There is a lot of hoodoo connected to the number 23, not the least being the "23 enigma" attributed in later years to William S. Burroughs (http://en.wikipedia.org/wiki/23_enigma). In the late 19th century superstition about the number was rampant. The expression, "Twenty-three for you!" carried with it something of the meaning of today's, "Sucks to be you!" But it could also mean something akin to, "Buzz off sucker!" When a gambler threw down a losing card an onlooker might comment, "23 for you!" Then again, a spurned suitor might hear these same words from his would-be-beloved. Suicides would sometimes leave no note, other than the number 23 scrawled onto a page that lay on the floor, next to the kicked over chair, beneath where they hung.
From the viewpoint of the roulette tables the number was seen as a constant loser. A gambler who had a bad string of sour bets would put his last money on the number 23 as a way of signaling his defeat Someone whose luck had run dry would murmur, "23 for me." Someone who had passed out drunk would have been described as having "23ed," and the mentally disturbed were called "23s." It was said to have originated with telegraph operators who used the number as a means of clearing the line for an important call.
Another, less plausible story, has to do with Sing Sing prison's 23 steps from the main corridor to the workshops. Whether or not this is true, the expression did enter into the lexicon of rogues and criminals as a spiced up version of "Cheese it, the cops!" "Twenty-three skidoo!" was shouted by miscreants in the Bowery in New York City to alert their co-conspirators to the presence of the gendarmes. The expression then passed into common usage in much the same way that words from gangsta rap, such as "bling" and "dis" have entered common usage today.
For reasons not known to me (or anyone else this side of omniscience), the whole 23 skidoo mojo took off and became a nationwide rage.

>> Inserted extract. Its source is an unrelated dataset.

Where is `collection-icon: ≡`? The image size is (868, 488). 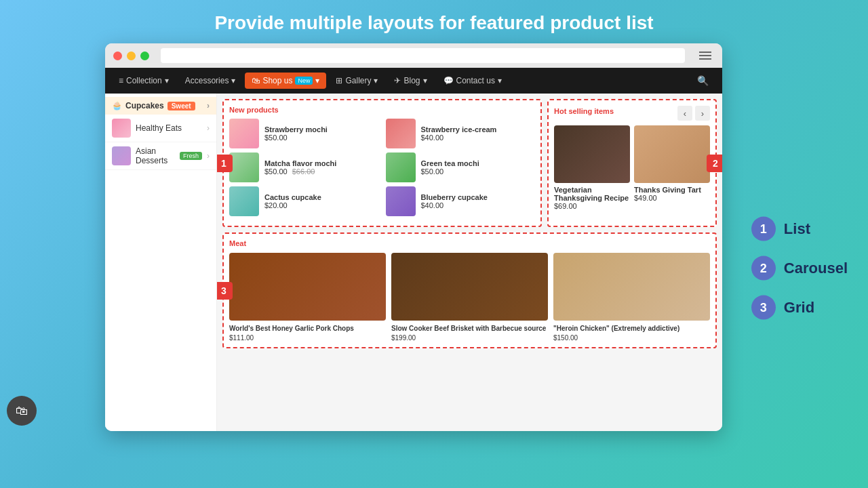 collection-icon: ≡ is located at coordinates (121, 81).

The entrepreneurs hopped on the skidoo wagon and sold every conceivable manner of gadget and garment emblazoned with the phrase. Like so many other overly hyped fads, it soon disappeared, becoming an archaic symbol of the "good old days," like raccoon coats, chicken inspector badges, and straw boater hats. When Americans found themselves in the great and terrible First World War, they lay aside many frivolous things. The term was over-hyped, and yesterday's news, which may explain why the superstition towards the number 23 is gone, but 13 remains.
Oh, how strongly that hoodoo of mysterious and powerful numbers held some folks in its grasp! In October 1911 the Oregonian reported how a man named J. A. Crawley was to be released from the state pen in Salem, but balked at the gate. It was Friday the 13th and he had 23 dollars in his pocket. He pleaded with the guards not to force him out on that ominous day with that ominous number in his pocket. (He could have just given one of the guards one of his dollars.) The story tells how prison officials found an uncle in New Orleans who would take the boy in. New Orleans being the very epicenter of hoodoo, I fear that he passed from the prison built of stones into a new prison of superstition built with bricks of ignorance.


1 comment:

  1. Great stories here, and I love how the train conductor thought 23rd Street to be unimportant. But, I found these origins of "23 skidoo" to be no more plausible than the New York story.

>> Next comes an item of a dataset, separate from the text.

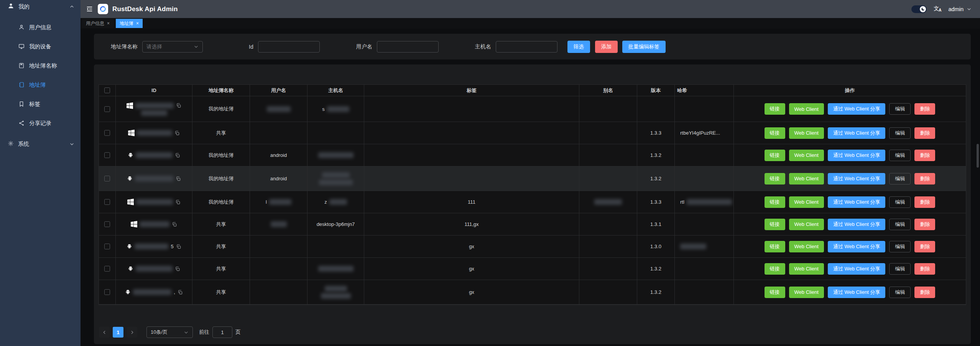 Image resolution: width=980 pixels, height=346 pixels. Describe the element at coordinates (289, 47) in the screenshot. I see `id-filter-input` at that location.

    More specifically, the NYC claim to the origin of 23 skidoo is not just the winds along 23rd Street, but specifically in front of the Flatiron Building at the multi-angled intersection of 23rd, 5th, and Broadway.

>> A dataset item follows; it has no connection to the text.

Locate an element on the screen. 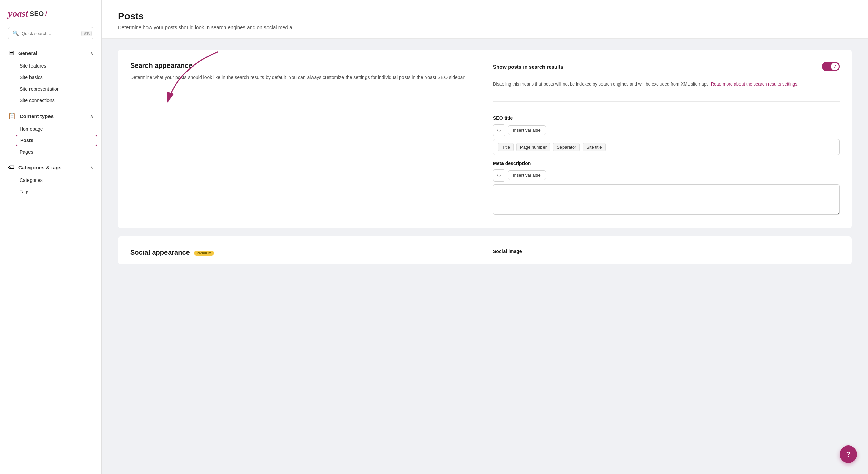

    When it was being built in 1902, locals knew of the winds and thought the oddly shaped building would never stand. They made bets regarding its eventual failure and where the rubble would fall. Before it was complete, the building was called "Burnham's Folly" after the foolish architect who thought it would work.

    23 Skidoo, however, was supposedly what the local cops would call out to scatter the men who would loiter around the intersection waiting for the winds to lift up the dress of a passing lady.